CVJan 10, 2023

CDA: Contrastive-adversarial Domain Adaptation

arXiv:2301.03826v15 citationsh-index: 44
Originality Incremental advance
AI Analysis

This work addresses domain adaptation for machine learning models by improving classification accuracy when source and target domains have different class distributions, though it is incremental as it builds on existing adversarial methods.

The paper tackled the problem of class shift in domain adaptation by proposing a two-stage model called CDA, which combines adversarial learning for domain alignment with contrastive learning for intra-class compactness, achieving state-of-the-art results on Office-31 and Digits-5 datasets.

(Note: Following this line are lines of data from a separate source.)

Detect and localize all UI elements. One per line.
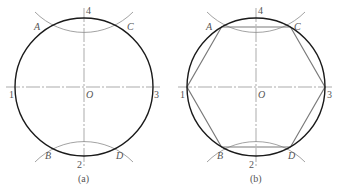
label-2: 2 xyxy=(249,159,254,170)
figure-b: A C B D O 1 2 3 4 (b) xyxy=(178,5,334,185)
label-O: O xyxy=(258,89,265,100)
label-B: B xyxy=(45,150,51,161)
label-C: C xyxy=(127,21,134,32)
label-O: O xyxy=(86,89,93,100)
label-A: A xyxy=(33,21,41,32)
label-4: 4 xyxy=(258,5,263,16)
label-C: C xyxy=(294,21,301,32)
label-B: B xyxy=(217,150,223,161)
label-1: 1 xyxy=(9,89,14,100)
caption-a: (a) xyxy=(78,173,89,185)
label-3: 3 xyxy=(154,89,159,100)
label-4: 4 xyxy=(86,5,91,16)
label-D: D xyxy=(115,150,124,161)
caption-b: (b) xyxy=(250,173,262,185)
hexagon-construction-diagram: A C B D O 1 2 3 4 (a) A C B D O 1 2 3 4 … xyxy=(0,0,338,189)
label-D: D xyxy=(287,150,296,161)
label-2: 2 xyxy=(77,159,82,170)
label-3: 3 xyxy=(327,89,332,100)
label-1: 1 xyxy=(180,89,185,100)
figure-a: A C B D O 1 2 3 4 (a) xyxy=(6,5,162,185)
label-A: A xyxy=(205,21,213,32)
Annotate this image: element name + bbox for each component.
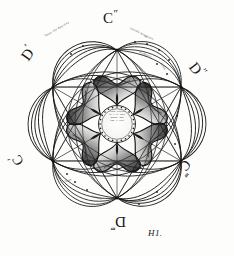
- plate-signature: H1.: [148, 229, 162, 238]
- medallion-inscription: cento circulo In y la linea ondula don c…: [101, 110, 133, 134]
- label-bottom: D‴: [111, 214, 126, 232]
- label-top-mark: ″: [114, 7, 119, 19]
- label-top-letter: C: [103, 10, 114, 26]
- label-bottom-letter: D: [115, 214, 126, 230]
- label-bottom-mark: ‴: [111, 221, 116, 233]
- label-top: C″: [103, 8, 118, 26]
- engraving-plate: cento circulo In y la linea ondula don c…: [0, 0, 234, 256]
- medallion-line-4: con il cent: [101, 119, 133, 122]
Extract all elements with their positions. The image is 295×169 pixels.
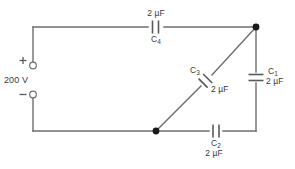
source-voltage-label: 200 V <box>4 75 28 85</box>
source-negative-terminal <box>30 91 37 98</box>
wire-diagonal-upper <box>212 27 256 75</box>
capacitor-c2-value-label: 2 µF <box>205 149 223 159</box>
capacitor-circuit-diagram: 2 µF C4 200 V C1 2 µF C3 2 µF C2 2 µF <box>0 0 295 169</box>
capacitor-c2-symbol <box>213 125 219 138</box>
capacitor-c4-name-label: C4 <box>151 35 161 45</box>
capacitor-c1-value-label: 2 µF <box>266 77 284 87</box>
capacitor-c3-plate-upper <box>203 74 212 83</box>
capacitor-c1-symbol <box>249 75 264 81</box>
junction-dot-bottom-mid <box>153 128 160 135</box>
junction-dot-top-right <box>253 24 260 31</box>
circuit-schematic-svg <box>0 0 295 169</box>
source-positive-terminal <box>30 62 37 69</box>
capacitor-c4-value-label: 2 µF <box>147 9 165 19</box>
capacitor-c3-value-label: 2 µF <box>211 85 229 95</box>
wire-diagonal-lower <box>156 86 201 131</box>
capacitor-c3-name-label: C3 <box>190 66 200 76</box>
plus-sign-icon <box>20 57 27 64</box>
capacitor-c4-symbol <box>153 21 159 34</box>
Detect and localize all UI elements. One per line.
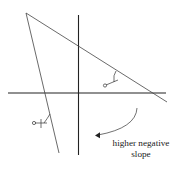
caption-line-2: slope <box>131 149 150 159</box>
angle-marker-shallow <box>103 71 118 87</box>
caption-line-1: higher negative <box>113 138 170 148</box>
angle-marker-steep <box>32 114 50 128</box>
shallow-line <box>26 13 167 102</box>
curved-arrow <box>95 108 137 138</box>
steep-line <box>26 13 59 153</box>
arrowhead-icon <box>95 132 100 138</box>
slope-diagram: higher negative slope <box>0 0 184 172</box>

Recent advances in domain adaptation reveal that adversarial learning on deep neural networks can learn domain invariant features to reduce the shift between source and target domains. While such adversarial approaches achieve domain-level alignment, they ignore the class (label) shift. When class-conditional data distributions are significantly different between the source and target domain, it can generate ambiguous features near class boundaries that are more likely to be misclassified. In this work, we propose a two-stage model for domain adaptation called \textbf{C}ontrastive-adversarial \textbf{D}omain \textbf{A}daptation \textbf{(CDA)}. While the adversarial component facilitates domain-level alignment, two-stage contrastive learning exploits class information to achieve higher intra-class compactness across domains resulting in well-separated decision boundaries. Furthermore, the proposed contrastive framework is designed as a plug-and-play module that can be easily embedded with existing adversarial methods for domain adaptation. We conduct experiments on two widely used benchmark datasets for domain adaptation, namely, \textit{Office-31} and \textit{Digits-5}, and demonstrate that CDA achieves state-of-the-art results on both datasets.